Total med-tech financing activity surged in the fourth quarter of 2025, with $16.21 billion raised across all financing categories, more than double the $5.78 billion recorded in Q3 and the strongest quarterly total of the year.
After a “brutal” year, there is reason for optimism, with the fourth quarter seeing an upswing in deal numbers and the amount raised, according to the UK Bioindustry Association’s final tally of biotech financing in 2025.
Biopharma financing values have shown quarterly volatility over the past decade, with surges often concentrated in specific quarters rather than evenly distributed throughout the year.
Biopharma financing values have shown quarterly volatility over the past decade, with surges often concentrated in specific quarters rather than evenly distributed throughout the year. The pandemic era marked a clear inflection point, and more recently, financing patterns have normalized with outsized quarters driving annual totals. In 2025, total financings accelerated as the year progressed, rising from $13.12 billion in the first quarter (Q1) to $18.92 billion in Q3 to a peak of $33.16 billion in Q4, the strongest quarter since early 2024.

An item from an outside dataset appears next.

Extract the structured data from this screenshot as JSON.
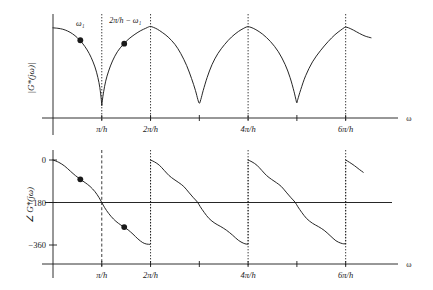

It’s been a year of two halves in Europe, with early optimism that the biotech sector had recovered from the post-pandemic funding drought being crushed by an investment slowdown from June onward.

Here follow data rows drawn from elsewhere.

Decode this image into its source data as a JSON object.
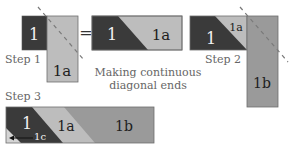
{
  "title": "Making continuous diagonal ends",
  "caption_line1": "Making continuous",
  "caption_line2": "diagonal ends",
  "colors": {
    "piece_1": "#3a3a3a",
    "piece_1a": "#bdbdbd",
    "piece_1b": "#9a9a9a",
    "piece_1c": "#d4d4d4",
    "outline": "#6e6e6e",
    "dashed_line": "#7a7a7a"
  },
  "step1": {
    "label": "Step 1",
    "piece_1": "1",
    "piece_1a": "1a",
    "equals": "="
  },
  "result1": {
    "piece_1": "1",
    "piece_1a": "1a"
  },
  "step2": {
    "label": "Step 2",
    "piece_1": "1",
    "piece_1a": "1a",
    "piece_1b": "1b"
  },
  "step3": {
    "label": "Step 3",
    "piece_1": "1",
    "piece_1a": "1a",
    "piece_1b": "1b",
    "piece_1c": "1c"
  }
}
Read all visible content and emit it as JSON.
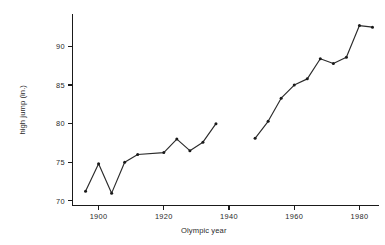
{
  "chart_data": {
    "type": "line",
    "title": "",
    "xlabel": "Olympic year",
    "ylabel": "high jump (in.)",
    "xlim": [
      1892,
      1986
    ],
    "ylim": [
      69.4,
      94.2
    ],
    "grid": false,
    "legend": "none",
    "marker": "filled-circle",
    "series": [
      {
        "name": "Olympic gold medal high jump",
        "x": [
          1896,
          1900,
          1904,
          1908,
          1912,
          1920,
          1924,
          1928,
          1932,
          1936,
          1948,
          1952,
          1956,
          1960,
          1964,
          1968,
          1972,
          1976,
          1980,
          1984
        ],
        "y": [
          71.25,
          74.8,
          71.0,
          75.0,
          76.0,
          76.25,
          78.0,
          76.5,
          77.6,
          80.0,
          78.1,
          80.3,
          83.3,
          85.0,
          85.8,
          88.4,
          87.8,
          88.6,
          92.7,
          92.5
        ],
        "gaps": [
          {
            "after_x": 1936,
            "before_x": 1948,
            "reason": "no games 1940-1944"
          }
        ]
      }
    ],
    "x_ticks": [
      1900,
      1920,
      1940,
      1960,
      1980
    ],
    "x_tick_labels": [
      "1900",
      "1920",
      "1940",
      "1960",
      "1980"
    ],
    "y_ticks": [
      70,
      75,
      80,
      85,
      90
    ],
    "y_tick_labels": [
      "70",
      "75",
      "80",
      "85",
      "90"
    ],
    "colors": {
      "line": "#2b2b2b",
      "marker": "#1a1a1a",
      "axis": "#1a1a1a",
      "text": "#2a2a2a",
      "background": "#ffffff"
    }
  }
}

The level of investment in Europe’s med-tech sector in 2025 did not materialize as many had hoped at the beginning of the year. Reciprocal tariffs introduced by the U.S. government created an uncertain macroeconomic environment, curtailing dealmaking and slowing financing activity. Nevertheless, amid uncertainty, there were some bright spots as medical devices remain essential, and investors know how to navigate market cycles.
Ireland’s life sciences and health tech companies raised a record-breaking €491.3 million ($572.9 million) in venture capital funding across 89 deals in 2024, according to a report from Enterprise Ireland. The investment underscores investor confidence in the country’s ecosystem, which looks set to continue despite global headwinds such as trade tariffs, economic uncertainty and rising operating costs.
Fresh cash infusions are on the way for European biotech after two leading venture capital firms announced large new funds. Asset-focused Medicxi has closed an oversubscribed €500 million (US$580 million) fund, while Sofinnova Partners exceeded its target of €500 million to close its Capital XI fund at €650 million (US$753.5 million).
A year ago, BioWorld published a special series on the women’s health drug development ecosystem, showing that while women make up half of the population, venture capital investment and life sciences partnerships in the space – specifically those deals supporting innovations for conditions primarily affecting women – pale in comparison to efforts addressing diseases more men experience. That appears to be changing, according to an updated look of BioWorld data, supported by findings in the Silicon Valley Bank 2025 Innovation in Women’s Health Report published in April, and Clarivate’s Nov. 13 release of its latest Companies to Watch 2025 report, Rediscovering women’s health.
Med-tech financings with reported values reached $23.33 billion through the first three quarters of 2025, putting the sector on pace to surpass last year’s full-year total of $25.37 billion. Activity peaked in the first quarter with $9.33 billion raised, followed by $8.23 billion in Q2 and $5.77 billion in Q3.